A partner once told me that she could probably be sexually monogamous with someone but could never promise anyone romantic monogamy. This was a huge epiphany for me.

What is Love?

I’ve been in Facebook threads and in-person discussion groups in the past month or two where we discussed the distinctions people make between Platonic and romantic love. Folks are all over the map on this.

Some people don’t feel that the love in their relationship with their closest friends is qualitatively different than the love in their relationships with their romantic and/or sexual partners. Lots of people consider themselves to have some friendships that are romantic and others that are not. Some people consider Platonic/romantic as one spectrum that only loosely correlates with non-sexual/sexual. Others think Platonic is equivalent to non-sexual and romantic is equivalent to sexual.

Some people feel like romantic love means that it’s driven to be forever. Some people feel like romantic love just means your hormones are weighing in on the matter. Some people feel like romantic love means that you engage in grand gestures of expressing your love.

People are even divided on what constitutes sexual love. Is it sexual love by desire or action? What period of inaction (or lack of sexual desire) reverts a sexual love to a non-sexual one? What level of cuddling or what intention while cuddling constitutes sexual love?

Think about all of that for a second. You have a huge group of people who share the belief that it’s perfectly possible to love more than one person at a time. Despite that unity, they have almost no agreement on what it means to love someone.

What is Monogamy?

Marriage is, culturally, the epitome of monogamy. Unless you’re getting married for a green card, the wedding is the definitive, societal statement of romantic and sexual fidelity.

Groom: I, (name), take you, (name), to be my wife. I promise to be true to you in good times and in bad, in sickness and in health. I will love you and honor you all the days of my life.
Bride: I, (name), take you, (name), to be my husband. I promise to be faithful to you in good times and in bad, in sickness and in health, to love you and to honor you all the days of my life.

Catholic Wedding Vows

These vows are the canonical expression of monogamy. (Note the bizarre asymmetry above: the woman promises to be faithful while the man promises to be true. Is it just me, or is that saying the bride can only have sex with the groom but the groom can have sex with anyone so long as “she means nothing to me, baby”?)

What, in these vows, prevents you from sharing them with two people simultaneously? Lots of people would say that being sexual with one person is not being true/faithful to the other. Okay. So, I’ll take sex off the table. I won’t be sexual with either person. Now, what’s the problem? Lots of (monogamous) people would say that loving one person is not being true/faithful to the other. But, what kind of love or how much? Even Mike Pence probably feels like he’s still faithful to his wife when he feels love for his children or siblings or mom.

The Epiphany

I had considered myself monogamous/faithful/true through decades of serial monogamy. And, I had been sexually monogamous (where sexual is anything more bodily-intimate than self-conscious man-hugs). And, I had been “future-plans” monogamous. It had never occurred to me that there might be more to monogamy than just those two things.

Now, thinking about how much diversity there is in what people mean when they say they are in love with someone, it seems silly to have ever thought we would have consensus about what is monogamy and what isn’t.

If I’m a monogamous, straight man, how close can I be to my best man-friends before I’m having an “emotional affair”? Is that line in the same place as it is with my woman-friends? (I do get to have woman-friends, right?) If I’m only straight-ish, does that move the goalposts?

How about if I am enamored from afar with a movie star that I’ll never meet or with my boss or with a fictional character? Is that being unfaithful/non-monogamous? To quote Hamlet again, “There is nothing either good or bad, but thinking makes it so.” But, is thinking bad itself? I never actually ran my fingernails up Gal Gadot’s neck and up under her hair. I never actually wrote my boss an “if only things were different” love letter. I never actually choked on my soup as I locked eyes with Irene Adler across the table at a dinner party.

I think, to many monogamous folks, a strong or persistent or recurring desire for something unfaithful is, for all intents and purposes, unfaithful. And, if that’s the standard, has anyone ever been faithful a day in their life?

The Limits

There is wide agreement that when it comes to family love/filial love, you can love as many people as you wish without it being untrue to the others. There is a fair amount of agreement that when it comes to Platonic love (assuming one believes there is such a thing and that it differs from romantic love in some way), you can love as many people as you wish without it being untrue to the others.

When it comes to romantic love and/or sexual love, it is still fringe in our modern world to believe you can love more than one person without it being untrue to the others whether you act on that love or not.

The mostly-sentient sac of chemicals in me flatly rejects the idea that one can dictate for whom one (oneself or another) feels (or does not feel) romantic love and/or sexual love. The relationship anarchist in me flatly rejects the idea that feeling (and acting on) romantic love and/or sexual love with more than one person is a trespass against any other. (A trespass against agreements with another, possibly, but not de facto trespass.) The hopeless romantic in me flatly rejects the idea that one should ever try to bound (upper or lower) the emotions one person (ourselves included) feels for another.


◆ **Assigned task**:
Where the records below have a line with "this", that line is to be copied.

=======

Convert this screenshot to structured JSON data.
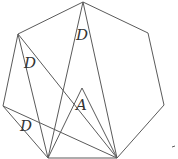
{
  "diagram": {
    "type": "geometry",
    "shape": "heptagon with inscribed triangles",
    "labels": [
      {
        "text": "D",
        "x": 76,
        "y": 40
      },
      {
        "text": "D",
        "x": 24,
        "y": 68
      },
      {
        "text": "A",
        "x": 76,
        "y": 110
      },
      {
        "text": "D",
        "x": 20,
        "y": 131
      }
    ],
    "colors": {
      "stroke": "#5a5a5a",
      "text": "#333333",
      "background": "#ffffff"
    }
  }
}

=======

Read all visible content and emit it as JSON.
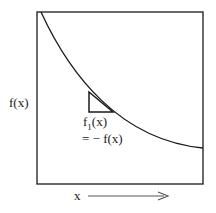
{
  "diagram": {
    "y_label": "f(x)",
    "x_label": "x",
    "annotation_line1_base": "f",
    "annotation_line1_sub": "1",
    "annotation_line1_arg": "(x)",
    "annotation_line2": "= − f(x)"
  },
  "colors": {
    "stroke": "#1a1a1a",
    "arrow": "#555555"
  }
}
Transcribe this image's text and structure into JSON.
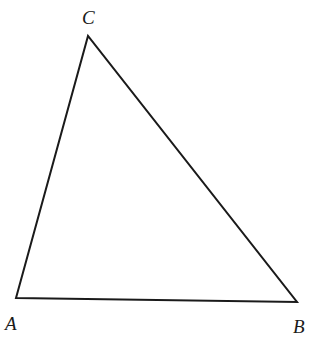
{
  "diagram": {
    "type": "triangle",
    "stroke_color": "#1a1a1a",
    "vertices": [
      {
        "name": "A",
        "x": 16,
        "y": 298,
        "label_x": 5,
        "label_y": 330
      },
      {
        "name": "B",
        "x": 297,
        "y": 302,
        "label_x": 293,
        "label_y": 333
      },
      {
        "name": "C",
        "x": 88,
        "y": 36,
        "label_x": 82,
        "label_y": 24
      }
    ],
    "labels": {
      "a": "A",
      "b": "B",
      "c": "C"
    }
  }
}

=======

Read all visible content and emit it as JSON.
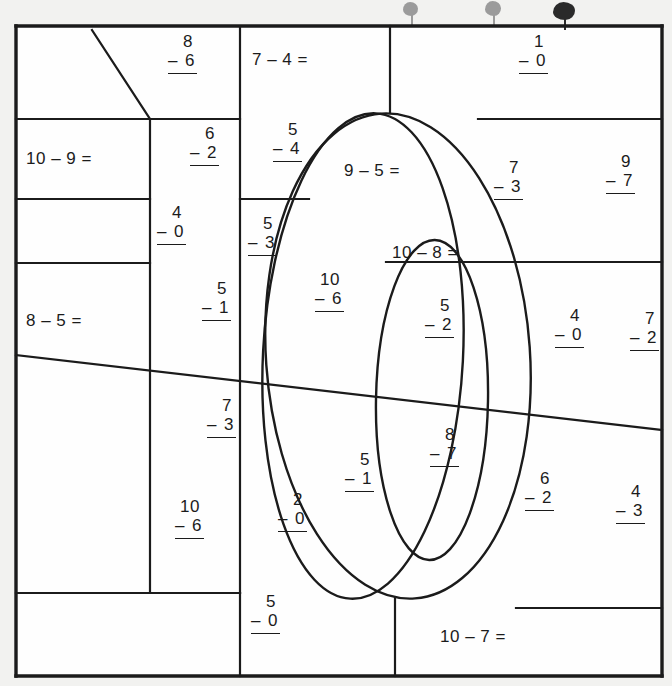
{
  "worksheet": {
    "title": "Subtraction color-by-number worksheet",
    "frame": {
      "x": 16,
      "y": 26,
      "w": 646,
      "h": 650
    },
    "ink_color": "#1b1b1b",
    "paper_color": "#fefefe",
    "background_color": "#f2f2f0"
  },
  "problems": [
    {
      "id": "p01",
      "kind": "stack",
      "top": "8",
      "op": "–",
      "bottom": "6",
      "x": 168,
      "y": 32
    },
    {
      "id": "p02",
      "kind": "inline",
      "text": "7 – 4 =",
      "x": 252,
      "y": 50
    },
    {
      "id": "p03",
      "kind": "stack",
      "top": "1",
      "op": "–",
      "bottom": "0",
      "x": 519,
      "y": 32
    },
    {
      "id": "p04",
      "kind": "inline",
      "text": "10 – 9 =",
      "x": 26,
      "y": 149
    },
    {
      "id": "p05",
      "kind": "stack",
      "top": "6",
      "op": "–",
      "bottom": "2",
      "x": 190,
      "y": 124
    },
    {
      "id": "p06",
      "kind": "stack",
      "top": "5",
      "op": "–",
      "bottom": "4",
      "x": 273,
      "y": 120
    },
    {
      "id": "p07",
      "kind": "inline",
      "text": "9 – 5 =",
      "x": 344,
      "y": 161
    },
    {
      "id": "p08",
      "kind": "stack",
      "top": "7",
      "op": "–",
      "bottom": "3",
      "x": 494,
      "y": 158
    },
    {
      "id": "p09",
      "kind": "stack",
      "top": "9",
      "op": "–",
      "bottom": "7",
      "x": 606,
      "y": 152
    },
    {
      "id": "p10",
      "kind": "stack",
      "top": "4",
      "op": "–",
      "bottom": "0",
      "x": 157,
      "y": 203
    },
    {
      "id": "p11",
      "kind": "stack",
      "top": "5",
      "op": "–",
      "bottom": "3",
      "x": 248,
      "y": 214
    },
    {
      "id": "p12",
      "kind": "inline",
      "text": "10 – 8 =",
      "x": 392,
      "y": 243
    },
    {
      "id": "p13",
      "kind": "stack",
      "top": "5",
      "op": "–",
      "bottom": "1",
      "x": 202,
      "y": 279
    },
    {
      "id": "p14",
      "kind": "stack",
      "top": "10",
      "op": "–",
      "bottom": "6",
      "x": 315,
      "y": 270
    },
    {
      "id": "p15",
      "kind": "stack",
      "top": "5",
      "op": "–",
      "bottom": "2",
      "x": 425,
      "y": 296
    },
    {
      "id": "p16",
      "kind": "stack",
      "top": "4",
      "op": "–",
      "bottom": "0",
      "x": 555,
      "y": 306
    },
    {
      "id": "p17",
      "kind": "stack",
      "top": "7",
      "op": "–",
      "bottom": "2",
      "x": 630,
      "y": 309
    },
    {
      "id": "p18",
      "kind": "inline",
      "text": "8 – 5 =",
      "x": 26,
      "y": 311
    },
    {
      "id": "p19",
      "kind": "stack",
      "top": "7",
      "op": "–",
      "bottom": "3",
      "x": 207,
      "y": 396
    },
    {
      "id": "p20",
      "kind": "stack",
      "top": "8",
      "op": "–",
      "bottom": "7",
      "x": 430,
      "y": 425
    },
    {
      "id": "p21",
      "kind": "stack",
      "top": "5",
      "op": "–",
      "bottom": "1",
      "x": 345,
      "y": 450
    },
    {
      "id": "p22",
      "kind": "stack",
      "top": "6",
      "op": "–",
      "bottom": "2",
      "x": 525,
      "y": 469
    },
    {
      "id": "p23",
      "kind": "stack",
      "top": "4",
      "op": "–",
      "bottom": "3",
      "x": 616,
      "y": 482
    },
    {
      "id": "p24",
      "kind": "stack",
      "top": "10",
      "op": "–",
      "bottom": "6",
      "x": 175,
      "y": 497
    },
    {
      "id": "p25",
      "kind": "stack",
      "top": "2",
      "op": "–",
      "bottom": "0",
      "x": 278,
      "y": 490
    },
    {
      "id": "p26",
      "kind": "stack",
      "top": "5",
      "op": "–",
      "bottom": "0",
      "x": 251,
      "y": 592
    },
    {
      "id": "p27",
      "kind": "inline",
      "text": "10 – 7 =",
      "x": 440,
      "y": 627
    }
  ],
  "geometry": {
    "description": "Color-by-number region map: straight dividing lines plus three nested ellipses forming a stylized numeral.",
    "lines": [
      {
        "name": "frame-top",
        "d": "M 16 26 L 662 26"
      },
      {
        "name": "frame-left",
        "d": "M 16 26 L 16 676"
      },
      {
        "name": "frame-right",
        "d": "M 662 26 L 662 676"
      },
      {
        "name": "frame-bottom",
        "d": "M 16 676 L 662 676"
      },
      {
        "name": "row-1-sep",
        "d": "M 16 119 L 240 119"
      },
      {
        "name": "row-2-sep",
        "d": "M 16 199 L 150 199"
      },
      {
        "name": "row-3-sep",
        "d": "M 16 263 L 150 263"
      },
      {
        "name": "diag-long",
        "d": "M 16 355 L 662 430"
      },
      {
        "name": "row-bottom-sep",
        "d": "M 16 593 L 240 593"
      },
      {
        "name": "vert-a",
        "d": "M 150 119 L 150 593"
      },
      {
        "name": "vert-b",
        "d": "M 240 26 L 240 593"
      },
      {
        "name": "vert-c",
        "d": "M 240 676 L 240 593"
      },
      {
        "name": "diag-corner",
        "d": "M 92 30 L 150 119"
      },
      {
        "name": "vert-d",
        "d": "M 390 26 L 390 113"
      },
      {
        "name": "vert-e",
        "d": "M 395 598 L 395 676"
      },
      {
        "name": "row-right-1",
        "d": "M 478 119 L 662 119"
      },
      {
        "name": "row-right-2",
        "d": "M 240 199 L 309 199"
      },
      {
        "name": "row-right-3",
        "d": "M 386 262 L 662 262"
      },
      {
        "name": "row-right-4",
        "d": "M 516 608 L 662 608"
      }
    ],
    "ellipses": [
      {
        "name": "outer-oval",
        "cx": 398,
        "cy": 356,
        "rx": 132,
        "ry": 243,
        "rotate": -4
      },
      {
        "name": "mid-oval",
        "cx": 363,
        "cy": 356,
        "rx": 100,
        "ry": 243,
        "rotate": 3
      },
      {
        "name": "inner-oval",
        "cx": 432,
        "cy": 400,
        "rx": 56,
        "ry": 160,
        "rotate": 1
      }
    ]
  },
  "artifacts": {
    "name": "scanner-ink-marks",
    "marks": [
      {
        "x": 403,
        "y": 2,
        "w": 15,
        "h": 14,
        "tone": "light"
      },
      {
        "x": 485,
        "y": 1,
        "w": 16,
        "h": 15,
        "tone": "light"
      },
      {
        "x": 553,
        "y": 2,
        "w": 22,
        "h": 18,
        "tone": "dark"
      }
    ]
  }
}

=======

◆ **Problem solution**:
Convert this screenshot to structured JSON data.
Transcribe this image's text and structure into JSON.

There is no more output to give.